Some of those who switched faiths said they were prompted by unpleasant experiences in their former churches.
Michelle Bibbo, 38, of Fort Wayne, a former Catholic, says she felt shunned when she had a child out of wedlock. She is now a happy Lutheran, and so are her husband, Robert, and her children.
“They (Lutherans) had a lot of the same beliefs and values but were not so judgmental about your past,” she says. “They didn’t look at me as a perpetual sinner. I felt welcomed and relieved to be able to be honest about who I was.”
With her husband and son-in-law William Born about to be deployed by the Army to Iraq, Bibbo says she’s more grateful than ever to have found a church home.
“Religion brings comfort and safety and other things that you just can’t describe, especially now with the way the world is,” she says.
Deb Barton of Fort Wayne also found a Lutheran home when she and her husband left a non-denominational church after learning of activities they found immoral.
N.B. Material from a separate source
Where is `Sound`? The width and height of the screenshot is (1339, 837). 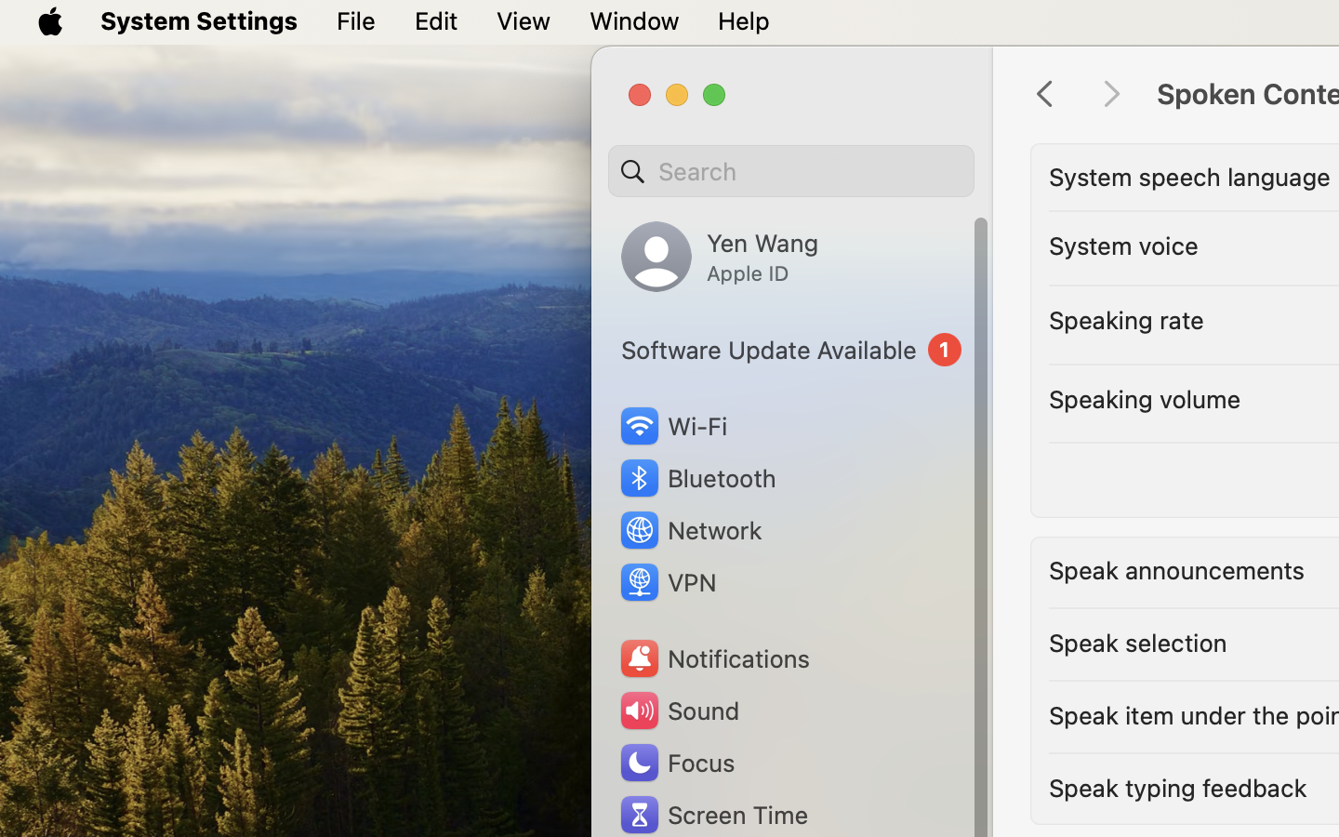 Sound is located at coordinates (679, 710).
“We love it, so open and honest about everything,” she says of their new church, New Life Lutheran in Fort Wayne. “Getting involved again, the hurt gradually is going away.”
Others say they switched because they no longer believed what their previous church taught.
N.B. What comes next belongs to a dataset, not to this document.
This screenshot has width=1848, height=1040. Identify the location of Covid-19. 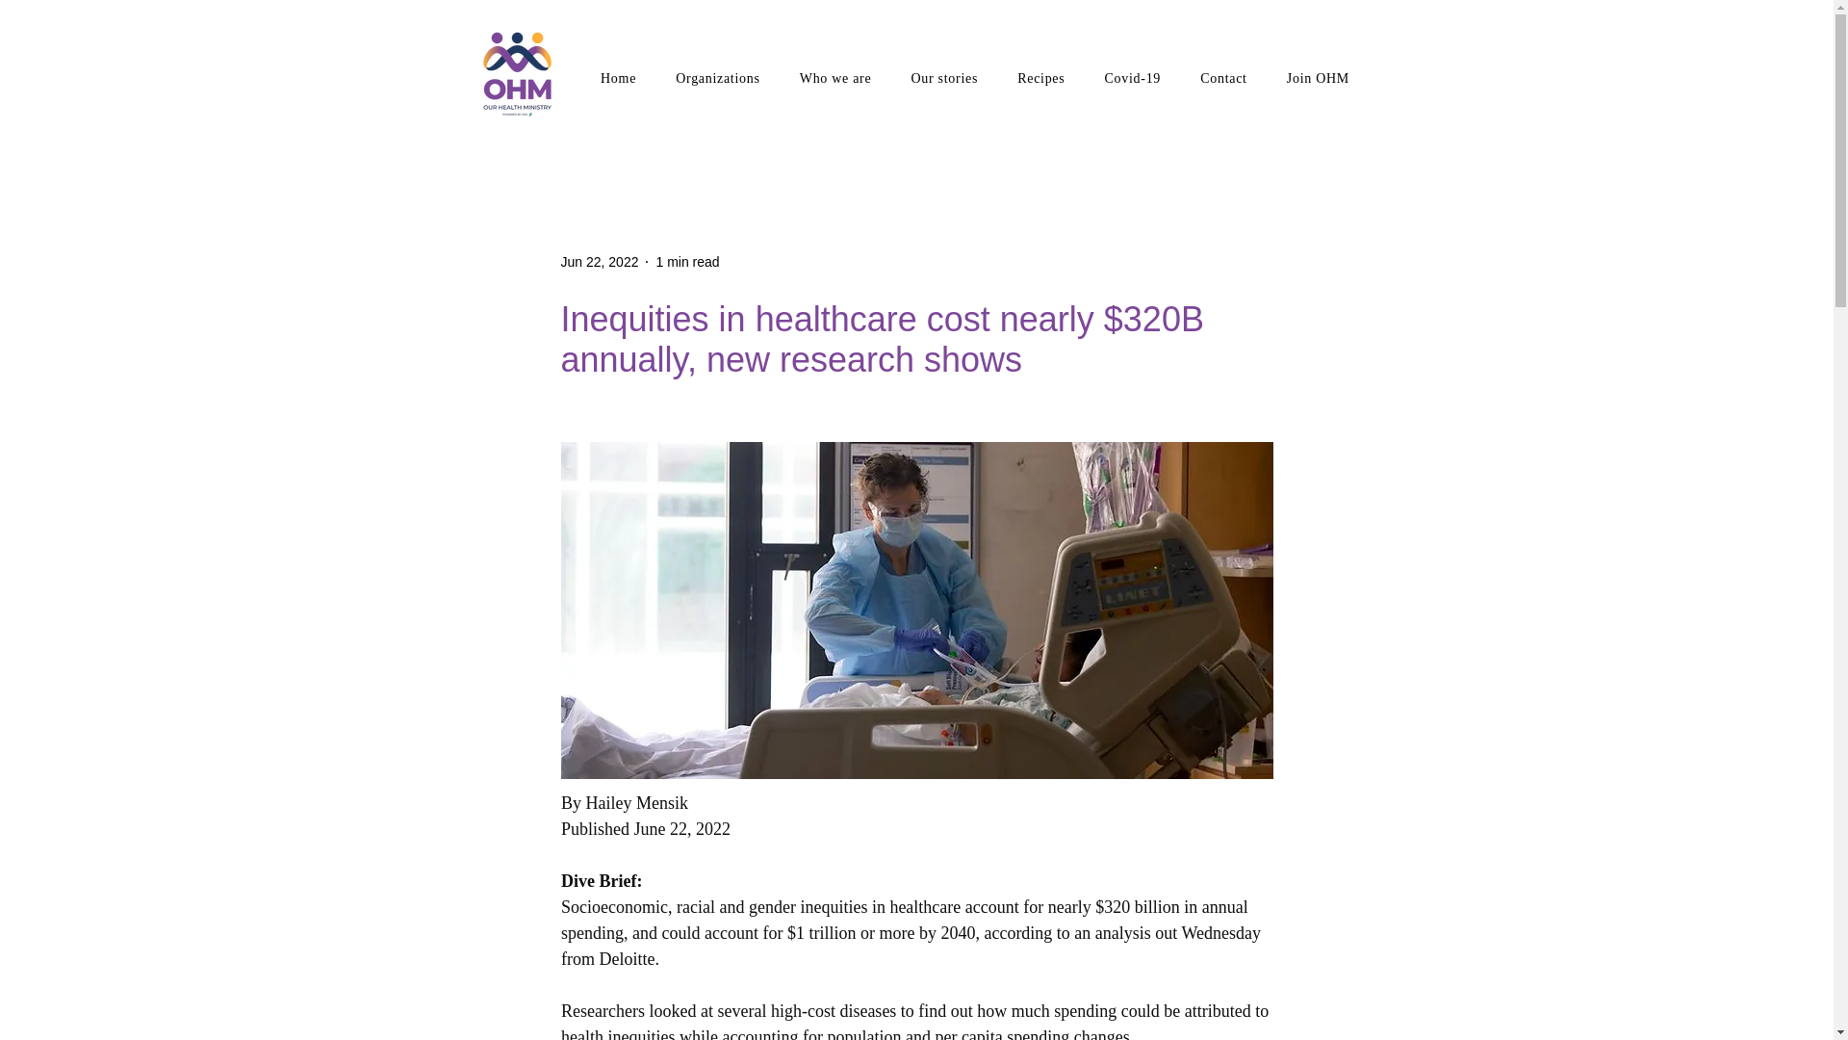
(1132, 79).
Bill Voors, 57, of Fort Wayne, a former Catholic, says he had increasing trouble accepting the Catholic belief of transubstantiation. “Actually eating flesh and drinking blood (in the Eucharist) got to be almost repulsive to me,” says the member of Fort Wayne’s Plymouth Congregational Church, which is part of the United Church of Christ.
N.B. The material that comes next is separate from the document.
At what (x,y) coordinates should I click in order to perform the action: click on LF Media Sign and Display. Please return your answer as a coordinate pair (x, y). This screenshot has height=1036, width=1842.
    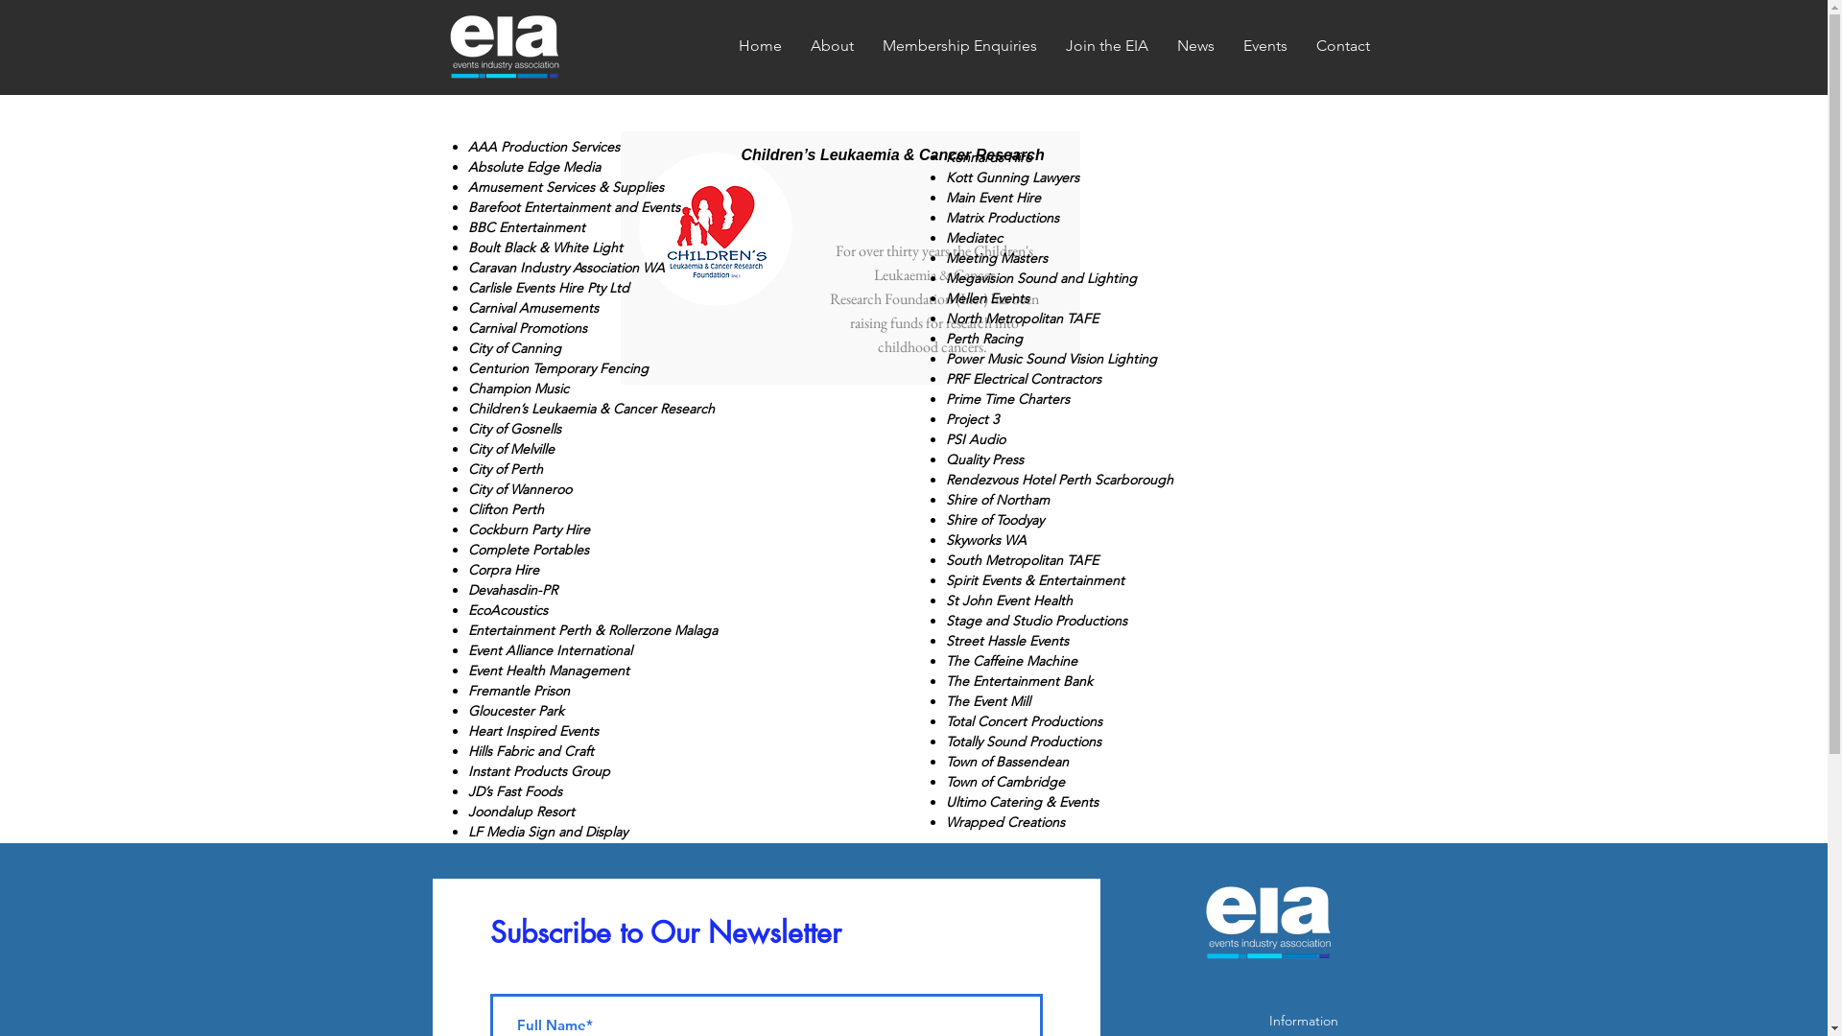
    Looking at the image, I should click on (548, 832).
John Moore, 70, raised by Episcopalian parents in Fort Wayne, moved first to the United Church of Christ because he liked the way congregations could govern themselves without being at the beck and call of a hierarchy.
“Eventually, however, I became convinced that all religion is a human construct,” he says.
Moore says he now believes “we invent our own Jesus” and he considers himself a UCC – Unitarian Considering Christianity.
“I don’t think I’m really Christian, but I don’t think Jesus was a Christian, and I don’t think he would be accepted in most Christian churches around here today,” Moore says. “Jesus was an iconoclast. He didn’t march to the drum of the temple, and that’s what got him killed.”
Moore says getting involved in presenting “Jesus Seminar” programs in Fort Wayne was a turning point for him.
Experts say economic, social and geographic mobility, marriage among members of different religions, the rise of minority religions in America such as Buddhism and Islam, and individualized faith styles are key reasons for the religious turnover. About 16 percent of Pew respondents said they were unaffiliated with any tradition, although many of those said personal spirituality was part of their life.
Some analysts say the findings reflect Americans’ consumer mentality.
“As with most things, for Americans, religion is a consumer product. But it’s not brand loyalty you can rely on,” the Rev. Eileen Lindner, a Presbyterian minister who edits the Yearbook of American and Canadian Churches told The Associated Press.
Affiliation is dependent on “marketing, location and other things,” she says, adding: “Denominations have been slow to react to that.”
Regardless of where local faith changers have landed, most say they respect and learned a great deal from their former faiths.
“I don’t regret the other churches I attended, and I have received spiritual wealth from each different experience,” says Deemer, mentioning the “wonderful Wesley hymns” from the Methodist tradition and the evangelical zeal and biblical knowledge of the Baptists. “I think we should be joyous about the spiritual journeys of others and not judgmental.”
It teaches tolerance, says Smith, whose family now includes his mother, still a devout Catholic; his brother, a non-denominational evangelical Protestant, and his father, who is unaffiliated.
“We’re so fortunate that we live in America and we can practice the faith we believe. What a blessing that is,” Voors says. “It’s the most important thing in life, to follow the light within.”